15

I'm trying to embrace C# 8's nullable references types in my project and make it smoothly work with EF Core.

Following this guide, I made my entity classes have constructors accepting all data needed for initializing their non-nullable properties:

public class MyEntity
    {
        public MyEntity(int someNumber, string name, string shortName, bool active)
        {
            SomeNumber= someNumber;
            Name = name;
            ShortName = shortName;
            Active = active;
        }

        public int SomeNumber { get; set; }
        public string Name { get; set; }
        public string ShortName { get; set; }
        public string? SomethingOptional { get; set; }
        public bool Active { get; set; }
    }

In my business case I sometimes need to update all properties of the entity. I can use property setters, but since I want to make sure I don't omit anything by doubling the initialization syntax (and in reality my entities can have 10 or more properties), I decided to create a public Update() function for convenience and call it instead of constructor body:

        public MyEntity(int someId, string name, string shortName, bool active)
        {
            Update(someId, name, shortName, active);
        }

        public void Update(int someId, string name, string shortName, bool active)
        {
            SomeNumber = someId;
            Name = name;
            ShortName = shortName;
            Active = active;
        }

Now, when creating the entity, I call the constructor, and when changing it, I call Update(). However, now the compiler gives nullability warning (CS8618) that the non-nullable properties are not initialized by the constructor. It's apparently unable to guess that calling Update will initialize them.

I've maybe overengineered it a bit with this Update() method, but now I'm curious is there a way to make the compiler trust that my constructor will initialize the properties?

0

4 Answers 4

28

It is indeed a bit verbose, but you can use the [MemberNotNull] attribute in .NET 5 to tell the compiler that a method ensures a member is not null after it returns.

using System.Diagnostics.CodeAnalysis;
    
public class MyEntity
{
    [MemberNotNull(nameof(Name), nameof(ShortName))]
    public void Update(int someId, string name, string shortName, bool active)
    {
        SomeNumber = someId;
        Name = name;
        ShortName = shortName;
        Active = active;
    }
}
Sign up to request clarification or add additional context in comments.

Comments

0

If you are sure what you are doing, then you can suppress compiler warning by

#pragma warning disable CS8618
public MyEntity(int someNumber, string name, string shortName, bool active)
{
    SomeNumber= someNumber;
    Name = name;
    ShortName = shortName;
    Active = active;
}
#pragma warning disable CS8618

also there is an open case for that in github, you can check it. You can use the approach below (quoted from github)

class MyClass
{
    private string m_str1;
    private string m_str2;

    public MyClass()
    {
        Init(out m_str1, out m_str2);
    }

    private void Init(out string str1, out string str2)
    {
        str1 = string.Empty;
        str2 = string.Empty;
    }
}

1 Comment

I think you intended for the second #pragma instruction to be #pragma warning restore CS8618
0

I'm just learning and faced the same problem, and checked answers by other but isn't there a much more simpler solution - just to assign an initial value upon declaration?

public class MyEntity
    {
        public MyEntity(int someId, string name, string shortName, bool active)
        {
            Update(someId, name, shortName, active);
        }

        public void Update(int someId, string name, string shortName, bool active)
        {
            SomeNumber = someId;
            Name = name;
            ShortName = shortName;
            Active = active;
        }

        public int SomeNumber { get; set; }
        // initialize an empty string to get rid of the warning
        public string Name { get; set; } = string.Empty;
        // initialize an empty string to get rid of the warning
        public string ShortName { get; set; } = string.Empty;
        public string? SomethingOptional { get; set; }
        public bool Active { get; set; }
    }

Comments

0

If you are trying to get the [MemberNotNull] attribute mentioned in the other answer working with a .NET Framework project but have discovered that this attribute does not exist until .NET 5... there is now a Nuget package which has backported the attribute for .NET Framework:

https://www.nuget.org/packages/Hafner.Compatibility.NullableReferenceTypeAttributes

It requires C#9 and up.

Comments

Your Answer

By clicking “Post Your Answer”, you agree to our terms of service and acknowledge you have read our privacy policy.

Start asking to get answers

Find the answer to your question by asking.

Ask question

Explore related questions

See similar questions with these tags.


Task goal
Could you filter the data below down to the lines that hold the word "incidents"?

Figure dataset records
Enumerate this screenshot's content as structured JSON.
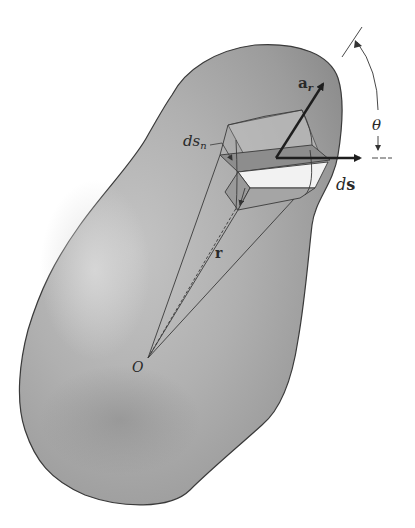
{
  "figure": {
    "labels": {
      "ar": "a",
      "ar_sub": "r",
      "theta": "θ",
      "ds": "ds",
      "ds_d": "d",
      "ds_s": "s",
      "dsn": "ds",
      "dsn_sub": "n",
      "r": "r",
      "origin": "O"
    },
    "colors": {
      "body_light": "#c8c8c8",
      "body_mid": "#a9a9a9",
      "body_dark": "#8e8e8e",
      "outline": "#3a3a3a",
      "face_white": "#f2f2f2",
      "arrow": "#1e1e1e"
    }
  }
}
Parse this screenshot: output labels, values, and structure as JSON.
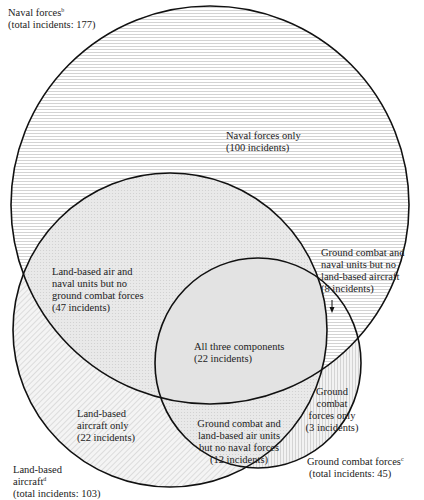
{
  "diagram": {
    "type": "venn",
    "sets": [
      {
        "id": "naval",
        "title": "Naval forces",
        "footnote": "b",
        "total_label": "(total incidents: 177)",
        "total": 177
      },
      {
        "id": "air",
        "title_lines": [
          "Land-based",
          "aircraft"
        ],
        "footnote": "d",
        "total_label": "(total incidents: 103)",
        "total": 103
      },
      {
        "id": "ground",
        "title": "Ground combat forces",
        "footnote": "c",
        "total_label": "(total incidents: 45)",
        "total": 45
      }
    ],
    "regions": {
      "naval_only": {
        "lines": [
          "Naval forces only",
          "(100 incidents)"
        ],
        "count": 100
      },
      "air_naval": {
        "lines": [
          "Land-based air and",
          "naval units but no",
          "ground combat forces",
          "(47 incidents)"
        ],
        "count": 47
      },
      "ground_naval": {
        "lines": [
          "Ground combat and",
          "naval units but no",
          "land-based aircraft",
          "(8 incidents)"
        ],
        "count": 8
      },
      "all_three": {
        "lines": [
          "All three components",
          "(22 incidents)"
        ],
        "count": 22
      },
      "air_only": {
        "lines": [
          "Land-based",
          "aircraft only",
          "(22 incidents)"
        ],
        "count": 22
      },
      "ground_air": {
        "lines": [
          "Ground combat and",
          "land-based air units",
          "but no naval forces",
          "(12 incidents)"
        ],
        "count": 12
      },
      "ground_only": {
        "lines": [
          "Ground",
          "combat",
          "forces only",
          "(3 incidents)"
        ],
        "count": 3
      }
    }
  }
}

Exercise solution
        "total_label": "(total incidents: 177)",
        "total_label": "(total incidents: 103)",
        "total_label": "(total incidents: 45)",
          "(100 incidents)"
          "(47 incidents)"
          "(8 incidents)"
          "(22 incidents)"
          "(22 incidents)"
          "(12 incidents)"
          "(3 incidents)"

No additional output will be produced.